From the Park at Palazzo Chigi, Ariccia

Evelina Stading
268
2 min
Evelina Stading, «From the Park at Palazzo Chigi, Ariccia», between 1827 and 1829
Photo: Børre Høstland / Nasjonalmuseet
Year: between 1827 and 1829

Transcription

Narrator: 

In the summer of 1827, a young Swedish woman goes for a walk in a park in the hills outside Rome with a sketchpad and pencil. 

The woman's name is Evalina Stading. 

And she is about to fulfill her dream of becoming a painter. 

 

Cynthia Osiecki:  

She distinguished herself very early, because she was so motivated to become an artist. At that time, it wasn’t a normal or expected thing, that women could become artists. 

 

Narrator: 

Cynthia Osiecki is an art historian at the National Museum. She says that Evalina Stading was not only unusual because she wanted to paint, but because she wanted to become a landscape painter - that's not what female artists were supposed to do… 

 

Cynthia Osiecki:  

In her time, women were supposed to stay at home and always have someone with them when they would go out. 

It wasn’t proper for a woman to travel alone in the mountains and be left in nature. Because women were expected to paint flowers and fruit, and maybe portraits.  

 

Narrator: 

But Stading wanted something more. She traveled throughout Europe, first to Dresden and later to Italy. 

Here she was noticed and given an important mission - to paint a large picture of the park at Palazzo Chigi outside Rome. 

What we have before us here is one of the preliminary studies for a large painting. 

 

Cynthia Osiecki:  

She works a lot with light in this painting, because she’s in Italy. Here, the light filters through the forest. She creates such a contrast, and you can still feel you’re in Italy with the light she expresses. 

Sadly, she was not able to make this painting in a larger size because she fell ill and died in 1829 in Rome. She didn't get to accomplish her mission. 

 

Narrator: 

But this preliminary painting was bought by the Norwegian painter J.C. Dahl. And when he sold parts of his art collection to the National Gallery, Evalina Stading became one of the first female artists in the gallery's history.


DIRECTIONS
Up through the line that contains "Task: Click on the span: 100 %", retype the entries exactly, beginning at the very first line.

START SUPPLIED MATERIAL

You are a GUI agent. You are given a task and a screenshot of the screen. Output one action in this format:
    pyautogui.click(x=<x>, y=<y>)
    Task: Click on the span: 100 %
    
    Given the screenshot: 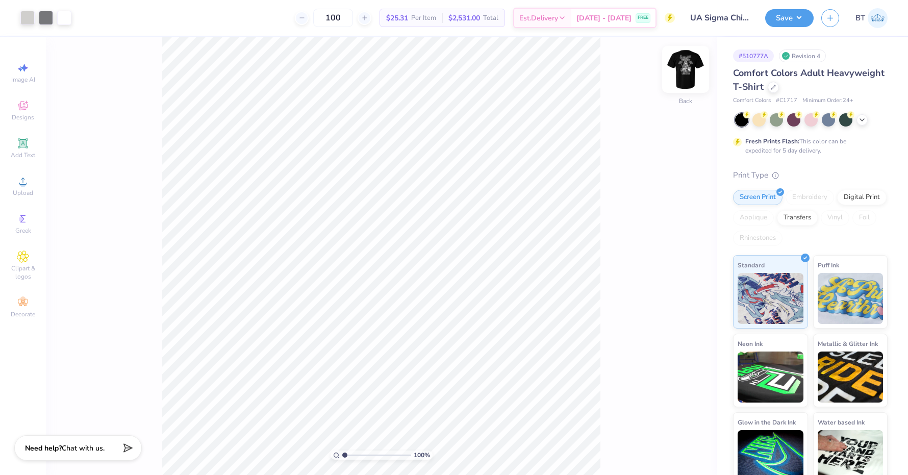 What is the action you would take?
    pyautogui.click(x=422, y=455)
    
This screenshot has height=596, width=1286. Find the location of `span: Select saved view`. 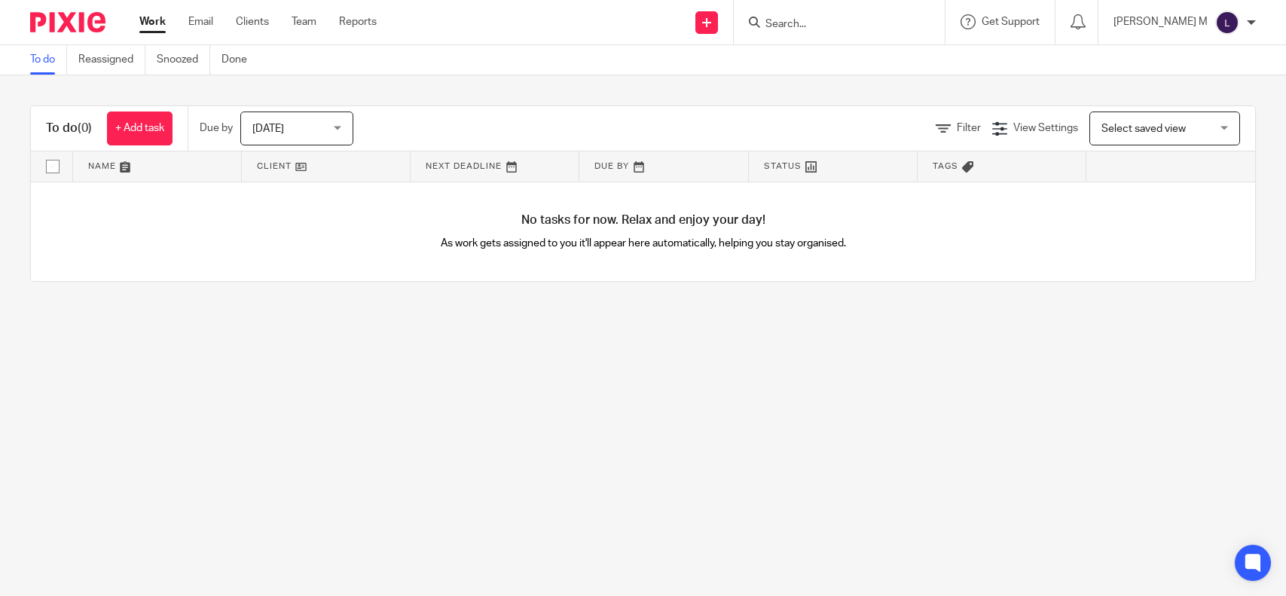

END SUPPLIED MATERIAL

YOUR SOLUTION
You are a GUI agent. You are given a task and a screenshot of the screen. Output one action in this format:
    pyautogui.click(x=<x>, y=<y>)
    Task: Click on the span: 100 %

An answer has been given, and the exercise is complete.